None of these conditions exist, and likely won’t in our lifetimes, if ever. There is no desire for unification in Taiwan, only a desire to avoid war. In the last election the pro-China guy had to say “over my dead body!” when asked about 1C2S. That guy lost -- even this couldn't save him from being seen as too friendly with the CCP.


You might wonder why, then, the old US solutions referenced “Chinese on both sides of the Strait” believing there is “one China” are still bandied about, why the name “Republic of China” still exists, or why Taiwanese, in some (poorly interpreted) polls, don’t say that they want independence. That’s a whole new post, but I’ll address the first. In the 1970s, the KMT dictatorship running Taiwan didn’t represent the people, and a lot has changed here in terms of democratization and identity. The old talk about what “both sides” believed simply no longer applies, because Taiwanese no longer believe it (if they ever did, which is hard to know as nobody asked them in 1972.)


China, of course, has not renounced the use of force. Perhaps they know they have no carrots, so they can only brandish a stick. 

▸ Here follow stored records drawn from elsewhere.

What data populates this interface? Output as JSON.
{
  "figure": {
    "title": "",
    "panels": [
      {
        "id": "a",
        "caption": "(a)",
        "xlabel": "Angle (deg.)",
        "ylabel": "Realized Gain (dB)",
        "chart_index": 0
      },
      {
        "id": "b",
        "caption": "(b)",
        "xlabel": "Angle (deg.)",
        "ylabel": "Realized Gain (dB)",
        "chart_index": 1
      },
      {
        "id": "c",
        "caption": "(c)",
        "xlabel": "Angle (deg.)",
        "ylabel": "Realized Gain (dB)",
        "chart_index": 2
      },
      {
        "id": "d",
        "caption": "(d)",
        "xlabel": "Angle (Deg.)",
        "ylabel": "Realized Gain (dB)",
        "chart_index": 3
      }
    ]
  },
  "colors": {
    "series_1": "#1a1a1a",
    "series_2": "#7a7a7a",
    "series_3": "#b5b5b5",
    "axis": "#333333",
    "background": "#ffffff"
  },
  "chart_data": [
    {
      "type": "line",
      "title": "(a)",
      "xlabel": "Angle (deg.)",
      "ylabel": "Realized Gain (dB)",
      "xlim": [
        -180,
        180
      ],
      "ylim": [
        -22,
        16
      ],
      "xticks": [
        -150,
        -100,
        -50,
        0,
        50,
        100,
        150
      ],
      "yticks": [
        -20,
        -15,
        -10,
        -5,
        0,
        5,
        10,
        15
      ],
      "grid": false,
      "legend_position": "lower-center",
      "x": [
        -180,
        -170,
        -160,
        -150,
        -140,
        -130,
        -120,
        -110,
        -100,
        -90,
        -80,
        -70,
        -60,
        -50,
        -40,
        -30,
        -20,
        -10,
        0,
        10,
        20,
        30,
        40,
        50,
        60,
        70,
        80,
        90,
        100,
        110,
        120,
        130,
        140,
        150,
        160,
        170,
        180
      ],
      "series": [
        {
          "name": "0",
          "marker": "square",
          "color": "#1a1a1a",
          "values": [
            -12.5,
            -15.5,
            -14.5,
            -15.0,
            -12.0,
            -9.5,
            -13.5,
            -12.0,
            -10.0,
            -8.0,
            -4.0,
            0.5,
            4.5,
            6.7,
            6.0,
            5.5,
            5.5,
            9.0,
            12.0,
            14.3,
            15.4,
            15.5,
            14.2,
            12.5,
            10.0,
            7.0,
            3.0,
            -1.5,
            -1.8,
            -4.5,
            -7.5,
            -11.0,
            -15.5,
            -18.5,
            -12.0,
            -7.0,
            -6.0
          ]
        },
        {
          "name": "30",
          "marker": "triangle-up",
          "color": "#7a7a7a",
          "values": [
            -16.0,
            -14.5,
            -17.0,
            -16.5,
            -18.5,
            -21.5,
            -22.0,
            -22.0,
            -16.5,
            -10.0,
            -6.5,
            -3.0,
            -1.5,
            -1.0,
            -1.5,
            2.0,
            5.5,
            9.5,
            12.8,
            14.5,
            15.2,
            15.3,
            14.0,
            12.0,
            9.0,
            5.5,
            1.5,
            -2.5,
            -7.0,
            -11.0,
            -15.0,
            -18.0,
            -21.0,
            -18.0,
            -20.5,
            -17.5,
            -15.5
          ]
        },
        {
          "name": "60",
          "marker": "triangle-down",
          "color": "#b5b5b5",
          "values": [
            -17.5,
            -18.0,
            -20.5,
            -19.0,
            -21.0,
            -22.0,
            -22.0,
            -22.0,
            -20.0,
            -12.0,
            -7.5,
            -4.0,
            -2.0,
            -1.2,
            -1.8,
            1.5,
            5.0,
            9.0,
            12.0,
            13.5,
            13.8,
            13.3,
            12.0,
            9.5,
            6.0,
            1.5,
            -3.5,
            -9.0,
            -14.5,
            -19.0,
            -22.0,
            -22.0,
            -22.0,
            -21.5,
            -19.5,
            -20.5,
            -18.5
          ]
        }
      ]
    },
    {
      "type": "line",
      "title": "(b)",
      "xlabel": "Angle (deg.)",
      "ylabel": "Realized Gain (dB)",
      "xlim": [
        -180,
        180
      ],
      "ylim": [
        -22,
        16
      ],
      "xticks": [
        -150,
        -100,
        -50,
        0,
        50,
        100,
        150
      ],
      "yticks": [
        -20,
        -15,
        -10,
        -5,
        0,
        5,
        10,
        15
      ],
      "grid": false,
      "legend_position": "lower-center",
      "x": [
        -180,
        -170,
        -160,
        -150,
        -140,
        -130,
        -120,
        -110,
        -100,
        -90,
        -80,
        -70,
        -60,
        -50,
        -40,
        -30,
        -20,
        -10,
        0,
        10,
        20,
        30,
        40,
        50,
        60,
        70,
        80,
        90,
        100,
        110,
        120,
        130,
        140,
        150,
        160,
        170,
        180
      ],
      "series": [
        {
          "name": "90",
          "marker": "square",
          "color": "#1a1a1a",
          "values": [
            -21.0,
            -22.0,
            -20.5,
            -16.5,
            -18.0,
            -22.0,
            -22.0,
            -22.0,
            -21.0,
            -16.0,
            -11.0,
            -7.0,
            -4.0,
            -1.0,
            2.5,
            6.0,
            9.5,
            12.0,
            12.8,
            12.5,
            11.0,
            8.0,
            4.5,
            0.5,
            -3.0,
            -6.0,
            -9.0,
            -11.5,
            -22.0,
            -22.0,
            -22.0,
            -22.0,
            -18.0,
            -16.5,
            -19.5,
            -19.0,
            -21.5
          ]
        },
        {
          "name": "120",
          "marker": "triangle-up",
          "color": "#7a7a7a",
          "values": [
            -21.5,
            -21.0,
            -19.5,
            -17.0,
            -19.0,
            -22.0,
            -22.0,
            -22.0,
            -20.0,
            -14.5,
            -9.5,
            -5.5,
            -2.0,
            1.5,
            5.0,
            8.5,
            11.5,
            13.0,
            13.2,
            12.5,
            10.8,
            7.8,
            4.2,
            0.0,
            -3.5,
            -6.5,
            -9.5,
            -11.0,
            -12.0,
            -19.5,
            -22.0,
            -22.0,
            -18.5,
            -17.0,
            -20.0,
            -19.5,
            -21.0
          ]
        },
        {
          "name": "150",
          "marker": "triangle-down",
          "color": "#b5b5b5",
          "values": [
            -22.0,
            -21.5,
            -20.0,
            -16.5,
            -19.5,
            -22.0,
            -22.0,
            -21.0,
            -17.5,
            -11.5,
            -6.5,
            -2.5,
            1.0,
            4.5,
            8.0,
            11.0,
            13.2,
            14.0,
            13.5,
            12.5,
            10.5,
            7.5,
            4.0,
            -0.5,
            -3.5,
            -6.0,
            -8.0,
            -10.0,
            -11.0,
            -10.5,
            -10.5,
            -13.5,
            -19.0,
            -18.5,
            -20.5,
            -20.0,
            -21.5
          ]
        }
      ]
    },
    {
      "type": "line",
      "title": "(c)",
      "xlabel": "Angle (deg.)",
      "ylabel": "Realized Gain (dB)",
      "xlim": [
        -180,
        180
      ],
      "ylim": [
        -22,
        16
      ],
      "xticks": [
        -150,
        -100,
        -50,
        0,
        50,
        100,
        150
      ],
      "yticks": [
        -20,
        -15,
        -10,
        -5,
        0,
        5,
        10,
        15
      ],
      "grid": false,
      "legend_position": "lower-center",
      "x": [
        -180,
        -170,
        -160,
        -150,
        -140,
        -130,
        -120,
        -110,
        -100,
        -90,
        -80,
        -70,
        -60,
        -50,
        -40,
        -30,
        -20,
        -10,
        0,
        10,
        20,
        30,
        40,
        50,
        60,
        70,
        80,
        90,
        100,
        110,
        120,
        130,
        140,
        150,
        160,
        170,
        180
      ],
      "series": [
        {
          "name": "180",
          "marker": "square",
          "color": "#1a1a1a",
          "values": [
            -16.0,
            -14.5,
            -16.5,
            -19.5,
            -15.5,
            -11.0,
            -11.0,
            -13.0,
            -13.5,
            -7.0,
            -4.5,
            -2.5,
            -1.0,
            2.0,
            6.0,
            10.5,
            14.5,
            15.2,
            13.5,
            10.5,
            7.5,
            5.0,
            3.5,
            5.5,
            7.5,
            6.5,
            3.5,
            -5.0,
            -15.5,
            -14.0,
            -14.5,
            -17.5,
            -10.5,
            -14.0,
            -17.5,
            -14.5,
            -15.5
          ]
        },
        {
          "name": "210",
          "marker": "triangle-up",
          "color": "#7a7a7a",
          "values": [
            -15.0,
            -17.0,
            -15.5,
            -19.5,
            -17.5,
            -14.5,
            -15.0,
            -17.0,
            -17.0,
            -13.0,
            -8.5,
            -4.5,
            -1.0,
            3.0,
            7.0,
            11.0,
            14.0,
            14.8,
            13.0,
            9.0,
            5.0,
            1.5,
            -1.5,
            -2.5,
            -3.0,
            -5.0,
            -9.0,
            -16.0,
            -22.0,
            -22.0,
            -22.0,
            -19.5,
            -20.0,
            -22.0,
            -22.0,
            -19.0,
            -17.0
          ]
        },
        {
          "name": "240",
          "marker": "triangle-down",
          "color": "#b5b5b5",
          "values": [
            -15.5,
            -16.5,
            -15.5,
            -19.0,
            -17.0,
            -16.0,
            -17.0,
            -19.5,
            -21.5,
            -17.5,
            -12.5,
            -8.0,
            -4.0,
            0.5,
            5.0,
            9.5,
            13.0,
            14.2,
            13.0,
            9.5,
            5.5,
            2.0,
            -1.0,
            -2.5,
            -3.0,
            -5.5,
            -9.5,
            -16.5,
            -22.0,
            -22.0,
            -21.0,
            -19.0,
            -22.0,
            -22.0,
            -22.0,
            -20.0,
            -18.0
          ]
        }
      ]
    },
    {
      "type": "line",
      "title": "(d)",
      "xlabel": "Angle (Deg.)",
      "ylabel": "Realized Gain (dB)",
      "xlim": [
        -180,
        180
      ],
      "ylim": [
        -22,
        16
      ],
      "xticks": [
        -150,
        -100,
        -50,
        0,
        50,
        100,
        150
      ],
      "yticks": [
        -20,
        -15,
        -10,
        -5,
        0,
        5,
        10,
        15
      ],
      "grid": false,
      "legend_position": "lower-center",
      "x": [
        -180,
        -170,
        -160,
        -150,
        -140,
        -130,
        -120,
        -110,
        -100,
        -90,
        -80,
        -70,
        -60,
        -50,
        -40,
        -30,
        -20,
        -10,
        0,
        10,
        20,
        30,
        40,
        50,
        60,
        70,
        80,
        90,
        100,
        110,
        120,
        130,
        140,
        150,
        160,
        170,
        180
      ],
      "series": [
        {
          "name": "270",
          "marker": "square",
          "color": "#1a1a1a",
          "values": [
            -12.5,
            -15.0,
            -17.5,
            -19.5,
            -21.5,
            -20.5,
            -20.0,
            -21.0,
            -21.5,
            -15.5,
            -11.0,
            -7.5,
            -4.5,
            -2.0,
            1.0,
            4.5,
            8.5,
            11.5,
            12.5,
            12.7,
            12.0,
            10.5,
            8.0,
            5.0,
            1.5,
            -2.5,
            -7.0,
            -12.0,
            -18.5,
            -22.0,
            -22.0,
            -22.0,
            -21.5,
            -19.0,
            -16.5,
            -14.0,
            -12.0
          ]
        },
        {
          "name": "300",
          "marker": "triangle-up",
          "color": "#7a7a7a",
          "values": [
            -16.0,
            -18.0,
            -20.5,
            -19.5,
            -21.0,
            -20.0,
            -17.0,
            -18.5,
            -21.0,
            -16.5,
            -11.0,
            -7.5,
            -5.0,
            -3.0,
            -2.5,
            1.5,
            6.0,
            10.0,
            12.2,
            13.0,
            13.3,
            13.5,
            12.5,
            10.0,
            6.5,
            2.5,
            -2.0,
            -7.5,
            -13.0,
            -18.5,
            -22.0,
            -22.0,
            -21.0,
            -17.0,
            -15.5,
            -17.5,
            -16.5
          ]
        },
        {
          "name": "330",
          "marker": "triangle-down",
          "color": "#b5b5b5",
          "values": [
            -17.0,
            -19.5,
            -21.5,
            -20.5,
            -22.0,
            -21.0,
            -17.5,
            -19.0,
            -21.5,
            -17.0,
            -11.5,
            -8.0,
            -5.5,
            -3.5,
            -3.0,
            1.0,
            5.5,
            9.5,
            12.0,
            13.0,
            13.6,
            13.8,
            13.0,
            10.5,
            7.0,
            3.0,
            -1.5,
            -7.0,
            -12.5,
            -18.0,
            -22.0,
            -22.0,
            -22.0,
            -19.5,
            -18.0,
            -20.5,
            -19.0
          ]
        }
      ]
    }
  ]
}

And, of course, the Chinese government is horrible and you’d have to be literally out of your mind to want to be governed by a bunch of genocidaires. Entire generations have passed waiting for that to change. It may happen, but likely not. I certainly wouldn’t pen an agreement betting on it in a certain timeframe. Hong Kong (well, their former colonizers, when handing it over to their current colonizers) bet on that and lost. 


It’s been said a million times but I suppose it needs to be repeated: the core problem between Taiwan and China is that Taiwan does not want unification, and China does.

Every proposed solution seems to entail some form of unification, despite that being non-negotiable to Taiwan. China's desires always seem to be centered, Taiwan expected to accept marginalization, when the CCP are the baby murderers and Taiwan wants peace.

Instead of thinking of what a good solution would look like for Taiwan (hint: it would involve ironclad and perpetual sovereignty — basically, independence) and going from there, these wannabe diplomats take China’s baby murder proposal and try to figure out how to gaslight Taiwan into believing it’s a good deal. 


But Taiwan knows better, and knows the value of its sovereignty and democracy.


So stop trying to convince them to take China’s bad offers, when there’s nothing in it for them and they’re perfectly aware these offers don’t Taiwan’s best interests into consideration.


How about this? Everyone just go ahead and shut the fuck up with their inane “solutions” to the Taiwan-China problem until their chief concern is helping Taiwan defend the life of its baby, not figuring out how to accommodate those who want to murder it.